The Court of Appeals acknowledges that the fences were constructed less than six years ago and while their location in the easement is contested and thus sufficient to prevent summary judgment, it is implicit that they must be removed if so located. The Court ruled that the trial court erred by granting summary judgment in favor of the plaintiffs and remanded the case for entry of summary judgment for the defendants on all issues for which the statute of limitations has expired. The court excepted the issues of the fences installed in 2004 and 2005. It is unstated, but seems implicit in the opinion that the Court of Appeals recognizes that the six-year limitation period does not cut off the easement rights.

Removing trees, shrubs and fences is one thing; removing part of a partially encroaching structure is another matter altogether. One would expect that the courts would not approve of any self-help remedy with regard to structures due to the inevitable resultant damage to the non-encroaching portion of the structure.
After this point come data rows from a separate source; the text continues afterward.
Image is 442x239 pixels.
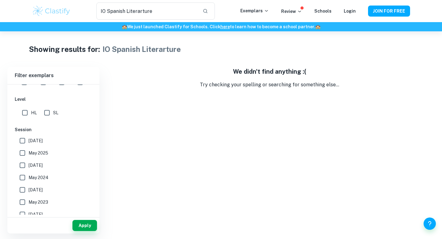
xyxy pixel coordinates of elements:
[315,24,320,29] span: 🏫
[7,67,99,84] h6: Filter exemplars
[240,7,269,14] p: Exemplars
[29,162,43,168] span: [DATE]
[29,174,48,181] span: May 2024
[72,220,97,231] button: Apply
[29,149,48,156] span: May 2025
[314,9,331,14] a: Schools
[32,5,71,17] img: Clastify logo
[31,109,37,116] span: HL
[368,6,410,17] button: JOIN FOR FREE
[53,109,58,116] span: SL
[122,24,127,29] span: 🏫
[15,96,92,102] h6: Level
[15,126,92,133] h6: Session
[423,217,436,230] button: Help and Feedback
[104,81,435,88] p: Try checking your spelling or searching for something else...
[96,2,198,20] input: Search for any exemplars...
[281,8,302,15] p: Review
[29,211,43,218] span: [DATE]
[104,67,435,76] h5: We didn't find anything :(
[220,24,230,29] a: here
[29,137,43,144] span: [DATE]
[29,199,48,205] span: May 2023
[29,186,43,193] span: [DATE]
[344,9,356,14] a: Login
[29,44,100,55] h1: Showing results for:
[102,44,181,55] h1: IO Spanish Literarture
[1,23,441,30] h6: We just launched Clastify for Schools. Click to learn how to become a school partner.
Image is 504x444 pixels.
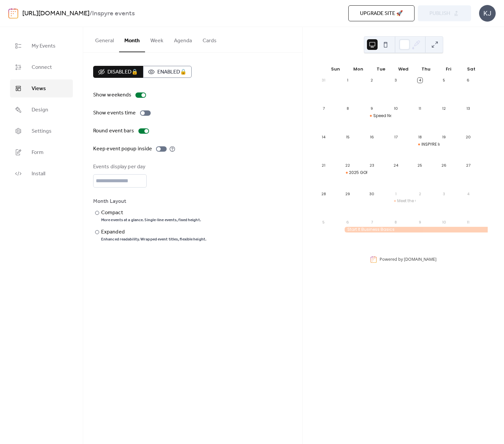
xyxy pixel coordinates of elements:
[442,134,447,139] div: 19
[92,7,135,20] b: Inspyre events
[10,143,73,161] a: Form
[418,106,423,111] div: 11
[418,219,423,224] div: 9
[119,27,145,52] button: Month
[392,198,415,204] div: Meet the Candidates Reception
[32,63,52,72] span: Connect
[404,257,437,262] a: [DOMAIN_NAME]
[32,42,55,50] span: My Events
[93,198,291,206] div: Month Layout
[466,78,471,83] div: 6
[349,170,398,176] div: 2025 GOFCC Golf Social
[442,163,447,168] div: 26
[145,27,169,52] button: Week
[442,191,447,196] div: 3
[32,85,46,93] span: Views
[101,228,205,236] div: Expanded
[32,127,52,135] span: Settings
[93,109,136,117] div: Show events time
[397,198,461,204] div: Meet the Candidates Reception
[347,62,370,76] div: Mon
[321,163,326,168] div: 21
[101,209,200,217] div: Compact
[442,219,447,224] div: 10
[466,134,471,139] div: 20
[345,191,350,196] div: 29
[10,122,73,140] a: Settings
[418,134,423,139] div: 18
[93,91,131,99] div: Show weekends
[101,237,206,242] div: Enhanced readability. Wrapped event titles, flexible height.
[89,7,92,20] b: /
[373,113,410,119] div: Speed Networking
[479,5,495,22] div: KJ
[360,9,403,18] span: Upgrade site 🚀
[369,78,374,83] div: 2
[466,191,471,196] div: 4
[393,191,398,196] div: 1
[393,163,398,168] div: 24
[466,106,471,111] div: 13
[393,106,398,111] div: 10
[93,145,152,153] div: Keep event popup inside
[369,134,374,139] div: 16
[370,62,392,76] div: Tue
[415,142,439,147] div: INSPYRE Innovation Hub Grand Opening Celebration
[22,7,89,20] a: [URL][DOMAIN_NAME]
[393,134,398,139] div: 17
[343,227,488,232] div: Start It Business Basics
[442,106,447,111] div: 12
[393,219,398,224] div: 8
[10,79,73,97] a: Views
[321,78,326,83] div: 31
[418,163,423,168] div: 25
[418,78,423,83] div: 4
[392,62,415,76] div: Wed
[348,5,415,21] button: Upgrade site 🚀
[321,219,326,224] div: 5
[32,106,48,114] span: Design
[345,163,350,168] div: 22
[10,37,73,55] a: My Events
[324,62,347,76] div: Sun
[10,165,73,183] a: Install
[32,170,45,178] span: Install
[10,101,73,119] a: Design
[197,27,222,52] button: Cards
[90,27,119,52] button: General
[9,8,18,18] img: logo
[321,106,326,111] div: 7
[93,127,134,135] div: Round event bars
[466,163,471,168] div: 27
[369,191,374,196] div: 30
[345,78,350,83] div: 1
[380,257,437,262] div: Powered by
[321,191,326,196] div: 28
[345,134,350,139] div: 15
[93,163,145,171] div: Events display per day
[169,27,197,52] button: Agenda
[10,58,73,76] a: Connect
[393,78,398,83] div: 3
[437,62,460,76] div: Fri
[415,62,437,76] div: Thu
[321,134,326,139] div: 14
[466,219,471,224] div: 11
[345,219,350,224] div: 6
[460,62,482,76] div: Sat
[442,78,447,83] div: 5
[343,170,367,176] div: 2025 GOFCC Golf Social
[101,217,201,223] div: More events at a glance. Single-line events, fixed height.
[32,149,44,156] span: Form
[368,113,392,119] div: Speed Networking
[369,219,374,224] div: 7
[369,106,374,111] div: 9
[345,106,350,111] div: 8
[418,191,423,196] div: 2
[369,163,374,168] div: 23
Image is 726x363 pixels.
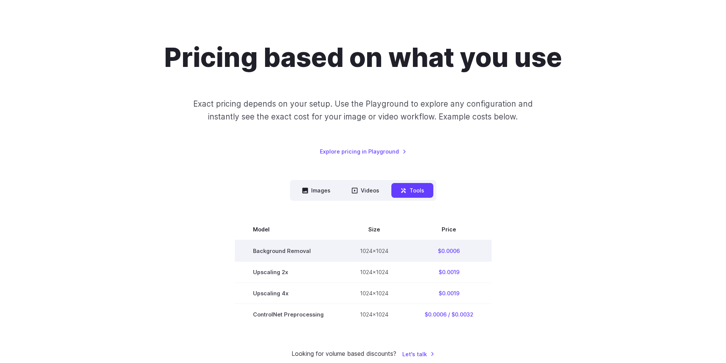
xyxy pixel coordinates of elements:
small: Looking for volume based discounts? [291,349,396,359]
h1: Pricing based on what you use [164,42,562,73]
td: $0.0006 [406,240,492,262]
td: $0.0006 / $0.0032 [406,304,492,325]
th: Model [235,219,342,240]
td: 1024x1024 [342,240,406,262]
td: Upscaling 4x [235,283,342,304]
a: Explore pricing in Playground [320,147,406,156]
button: Images [293,183,340,198]
a: Let's talk [402,350,434,358]
p: Exact pricing depends on your setup. Use the Playground to explore any configuration and instantl... [179,98,547,123]
button: Tools [391,183,433,198]
td: Upscaling 2x [235,262,342,283]
td: 1024x1024 [342,283,406,304]
td: $0.0019 [406,262,492,283]
td: 1024x1024 [342,304,406,325]
th: Size [342,219,406,240]
td: Background Removal [235,240,342,262]
td: $0.0019 [406,283,492,304]
th: Price [406,219,492,240]
td: 1024x1024 [342,262,406,283]
button: Videos [343,183,388,198]
td: ControlNet Preprocessing [235,304,342,325]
The right of the dominant owner to maintain the easement is so fundamental that maintenance is almost universally alleged and cited as the operative hostile act in prescriptive easement cases that it can fairly be said to have become definitional.  In Stanley v. Laughter, 162 N.C. App. 322, 324, 590 S.E.2d 429, 431 (2004), the Court of Appeals held that the trial court did not err in granting a defendant's motion for directed verdict on the plaintiffs' claims for trespass, negligence and injury to real property, where defendant "removed the trees and shrubbery from his land and [a] thirty-foot strip of land in order to gain access to [a] sixty-foot wide easement from his 1.46 acre tract." Where the right exists it encompasses the right to an injunction to prohibit prevention of such maintenance as declared in Stokes County Soil v. Shelton, 67 N.C. App. 728, (1984). That case also held that summary judgment is appropriate where no genuine issue of fact concerning the right to perform maintenance and to the acts of preventing maintenance existed and the plaintiff was entitled to injunctive relief as a matter of law.

In conclusion, the question begged by the Court of Appeals is whether the Plaintiffs may exercise their common law right to clear the easement of vegetation that prevents the use of the easement to the full width.